The 15-year-old would survive to become a global icon of courage and an international ambassador for girls' education. That part of her remarkable story is widely known, but what hasn't been told before is how close she came to dying in the hospital and how a team of doctors and the most powerful man in Pakistan made sure that did not happen.
In exclusive interviews for ABC News and the BBC News on the one-year anniversary of her shooting, Malala's doctors reveal for the first time how she developed a serious infection and suffered from organ failure in the hospital, in part because of inadequate care.
They also reveal tense moments leading up to her first, crucial surgery, and how Gen. Ashfaq Parvez Kayani, the chief of army staff, was personally involved in overseeing the Pakistani army's essential role in saving her life.
And they reveal that at the center of this life-and-death drama were two previously unknown doctors from Birmingham, England, without whose intervention Malala might have died on a hospital bed in Peshawar.
Tuesday: 'He's a Hero'
On the morning of Tuesday, Oct. 9, 2012, Malala boarded her schoolbus in the northwest Pakistani district of Swat. The gunman had no doubt whom he was looking for. He asked for Malala by name, then pointed a Colt 45 and fired three shots. One bullet hit the left side of Malala's forehead, traveled under her skin the length of her face and then into her shoulder.
The news quickly filtered south 200 miles to General Headquarters, Pakistan's equivalent of the Pentagon.
Gen. Ashfaq Parvez Kayani, who had met Malala during previous visits to Swat, immediately realized this was not just another attack in a district where the Taliban still held considerable power.
"He recognized that she was a symbol," says Dr. Javid Kayani, an intensive care surgeon and deputy medical director of University Hospitals Birmingham, who happened to be in Islamabad for a meeting with the army chief that day. "He knew that if her life had been extinguished, then that would be a victory to the forces of darkness."
The army chief ordered a military helicopter to evacuate Malala to a military hospital in Peshawar, the regional capital. That order alone was unusual: Hundreds of civilians had been targeted for assassination by the Taliban, and few if any had been transported via military helicopter.

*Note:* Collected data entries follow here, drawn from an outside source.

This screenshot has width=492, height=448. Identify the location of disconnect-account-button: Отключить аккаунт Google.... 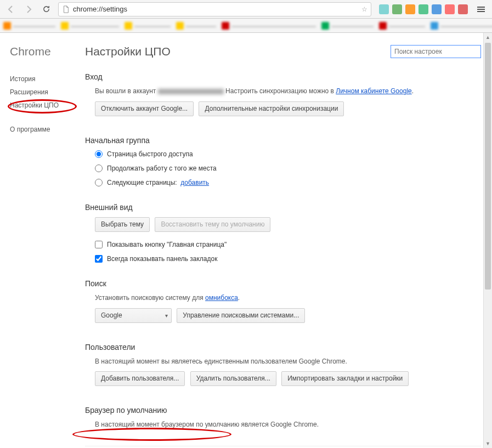
(144, 109).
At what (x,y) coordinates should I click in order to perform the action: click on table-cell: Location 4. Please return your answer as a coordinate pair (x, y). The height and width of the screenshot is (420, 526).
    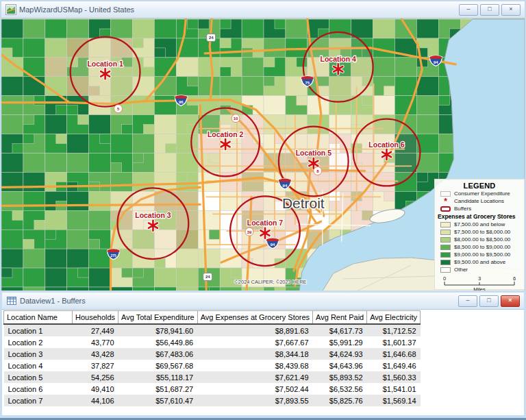
    Looking at the image, I should click on (38, 366).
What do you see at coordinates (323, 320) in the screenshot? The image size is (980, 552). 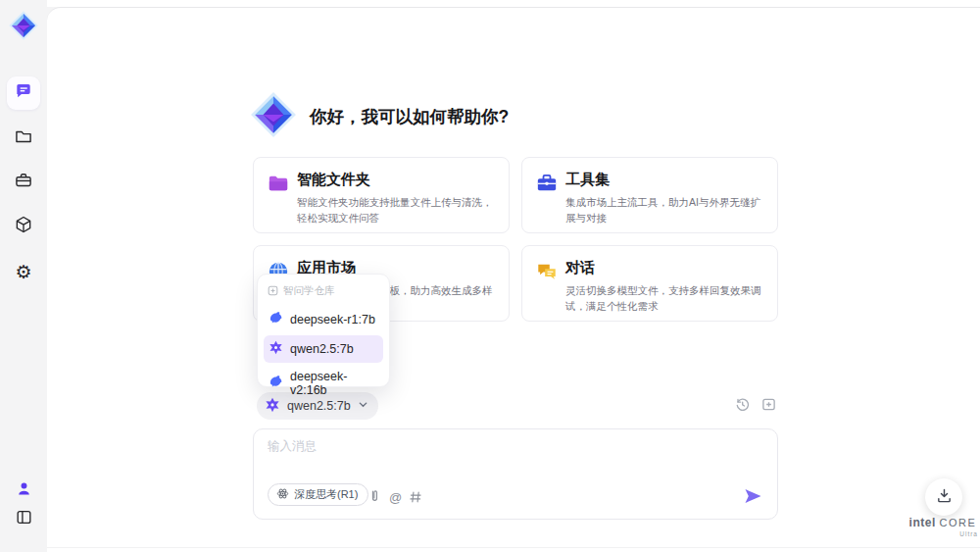 I see `model-option-deepseek-r1: deepseek-r1:7b` at bounding box center [323, 320].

In the hospital, army neurosurgeon Col. Junaid Khan told ABC/BBC News that Malala was conscious but "restless and agitated." She seemed stable, and Khan kept a close eye on her.
Four hours later, though, her condition deteriorated. Khan realized the bullet had caused Yousafzai's brain to swell and that she needed emergency surgery to remove a portion of her skull to relieve the pressure.